For CNAMEs, which are not routing records, app connectors will follow the CNAME chain and automatically advertise the resulting routes. To check if your domain is using a CNAME, use a command like dig app.acme.com. The output will look similar to:

.1. app.acme.com IN CNAME acme.backend.com
.2. acme.backend.com A ...

In the above example, the target of the CNAME chain, acme.backend.com, will be used for route advertisement instead of app.acme.com.

In some cases, CNAME records return different results in different geographies, as web services use geographic DNS load balancing. In these cases, it is recommended that your app connectors be deployed in locations that closely mirror your organization's global footprint.

Wildcards

Wildcards (*) are supported. Wildcard behavior is non-inclusive of the parent domain. For example, to include all of acme.com and its subdomains, enter both acme.com and *.acme.com. To only include the top-level domain, include acme.com and omit *.acme.com. To include only subdomains, include *.acme.com and omit acme.com.
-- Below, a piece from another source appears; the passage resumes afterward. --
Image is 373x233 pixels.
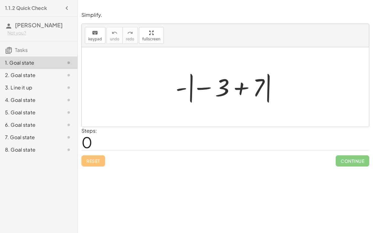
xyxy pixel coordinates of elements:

ACL driven route configuration

You can manually preconfigure routes in the access control lists (ACLs) section of your tailnet policy file alongside the domains configuration. For example:

{
    "name": "myapp",
    "connectors": ["tag:connector"],
    "domains": ["example.com"],
    "routes": ["192.0.0.0/24"],
}

Effective with Tailscale v1.60.0 for stable tracks and v1.59.43 for unstable tracks, app connector nodes will automatically advertise these routes as soon as the ACL change is applied to the tailnet policy file. App connectors added to this app will also immediately advertise these routes. Additionally, routes added via the ACL are implicitly approved and do not require a sibling autoApprovers entry.

This maintains strict routing control as part of the ACL and approval process. In many instances this also removes the need for users to build up large -–advertise-routes arguments for node configurations in order to avoid lengthy discovery periods with disruptive routing changes.

Route coalescing

Routes populated by ACL driven route configuration will coalesce or replace routes that are a sub-route of the new advertisemen. For example, if the connector had previously discovered 192.0.0.1/32 and 192.0.0.2/32, and the routes ACL is adjusted to cover 192.0.0.0/24, the route table exposed by the connector will settle to 192.0.0.0/24 only, in order to minimize routing table length and complexity.